Hajar Benjida
Atlanta Made Us Famous
9 - 17 December 2022
10 - 28 January 2023
Hajar Benjida in conversation with Fiona Rogers
Tuesday 24 January 18.30 - 19.30
Watch HERE
TJ Boulting is delighted to present the solo exhibition of Hajar Benjida, the winner of this year’s British Journal of Photography International Photography Award. Atlanta Made Us Famous is an ongoing photo series that highlights the women that play an important role in the Atlanta hip-hop scene.
To the casual passer-by, Magic City strip club in Atlanta, Georgia, appears distinctly ordinary. The small, grey building is perched unceremoniously on the side of a busy road, a glowing neon sign atop its door. However, to those in the know, Magic City is a place where hip-hop history is made. It was once visited by 2Pac and Biggie, and has since hosted performances by Young Thug and 2 Chainz. From her first visit to the club, Hajar Benjida found herself drawn not to the music industry behemoths who frequent it, but to the dancers who entertain them.
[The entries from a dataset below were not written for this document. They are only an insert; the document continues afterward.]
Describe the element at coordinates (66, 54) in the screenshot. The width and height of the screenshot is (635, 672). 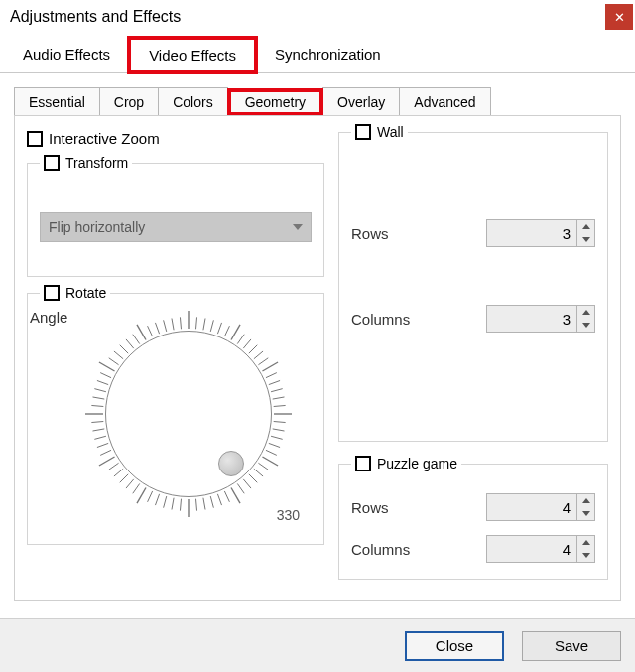
I see `tab-audio-effects: Audio Effects` at that location.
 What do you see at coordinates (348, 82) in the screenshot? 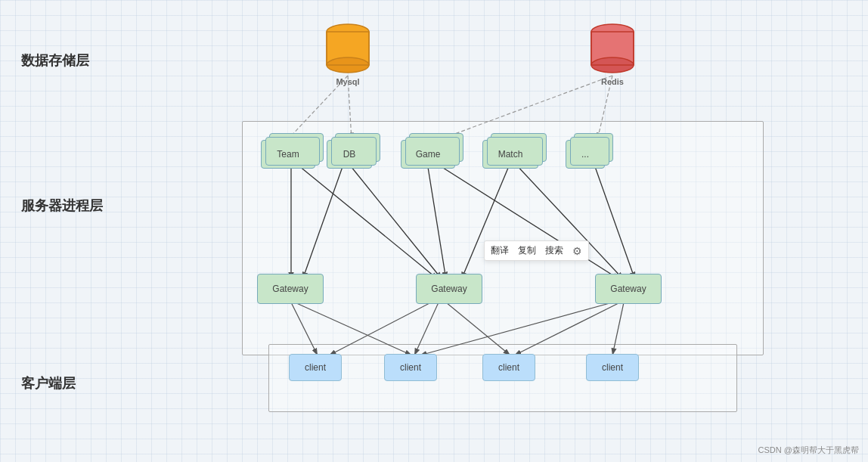
I see `mysql-label: Mysql` at bounding box center [348, 82].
Her award-winning body of work, Atlanta Made Us Famous, captures brief moments in the lives of these women – important players in Atlanta’s hip-hop scene, whose contributions are too often overlooked. Ongoing since 2018, the series comprises portraits of dancers, mothers, wives, breadwinners, all posing as any famous musician might, offering a highly emotive mix of fierce confidence and palpable vulnerability. Distinctly separate from Magic City’s prevailing male gaze, Benjida presents a powerful insight into the dancers’ respective worlds, celebrating them as the stars of the city.
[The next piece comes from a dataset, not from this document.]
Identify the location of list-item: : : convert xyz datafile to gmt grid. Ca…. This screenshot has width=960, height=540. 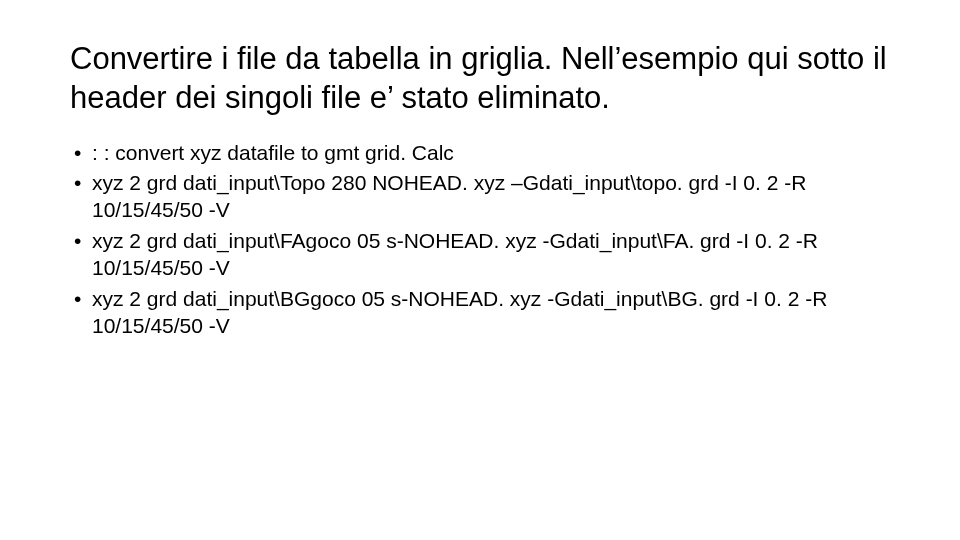
(485, 154).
“I first visited Atlanta in 2018, and the photography studio I interned at was located right across the street from Magic City, a legendary strip club that should be familiar to anyone who knows anything about rap music. For the past few years, I have been capturing the hip-hop scene, including a number of Atlanta-based rappers, which drew me to the world of the city’s dancers. In U.S. hip-hop culture, strip clubs like Magic City are the launch pad for hit records and superstar careers, and the dancers are a vital part of the scene. Over the course of several weeks, I spent days and nights with my camera documenting the club’s dancers. I went from befriending Ms. Elaine, who has been the 'house mother' of the strippers of Magic City for 30 years, to being invited to the homes of dancers like Cleo, a mother of one. The hiphop scene is mostly written about and photographed by men — my work offers a perspective that leaves the male gaze out completely. Through documenting the lives of these women and getting to know them, I learned more about how they approached their work, ownership over their images, having agency stripped from the narratives around their bodies in their own respective worlds, and their relationships to motherhood—and above all, I hope to show that their images hold power and importance beyond hip-hop and its surrounding culture. From my perspective, it’s the dancers that shine as the stars of the city.”
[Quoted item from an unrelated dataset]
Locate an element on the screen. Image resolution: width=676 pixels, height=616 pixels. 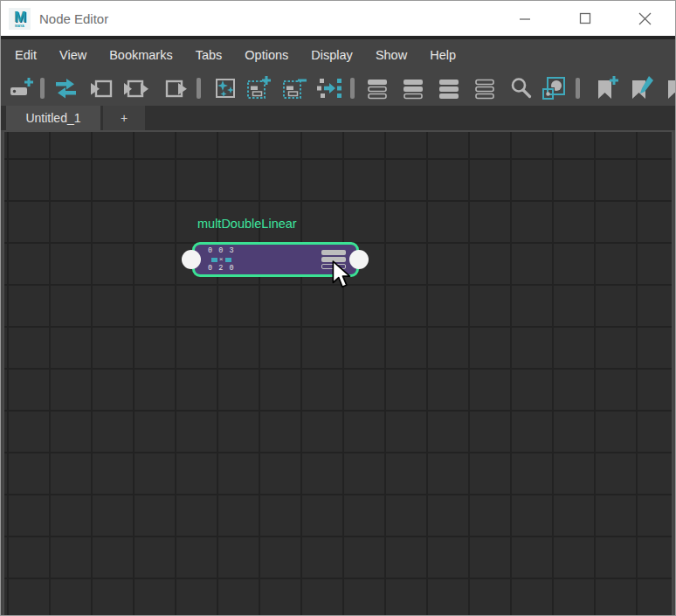
display-mode-custom-icon is located at coordinates (485, 88).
Hajar Benjida in conversation with Fiona Rogers, curator V&A Parasol Foundation for Women in Photography, Tuesday 24 January 18.30 - 19.30 GMT via Zoom, free to register HERE
Thank you to Beyond Print for supporting the print, frame and light-box production.
Hajar Benjida (b. 1995) is a Moroccan Dutch photographer and visual artist from The Netherlands. She graduated from HKU University of the Arts Utrecht in 2019 with a BA in photography. In her personal work, Benjida has an intimate documentary approach, from photographing some of today’s biggest names in hip-hop to capturing the strip club scene in Atlanta and its impact on the music industry and narratives around women and the agency of their bodies.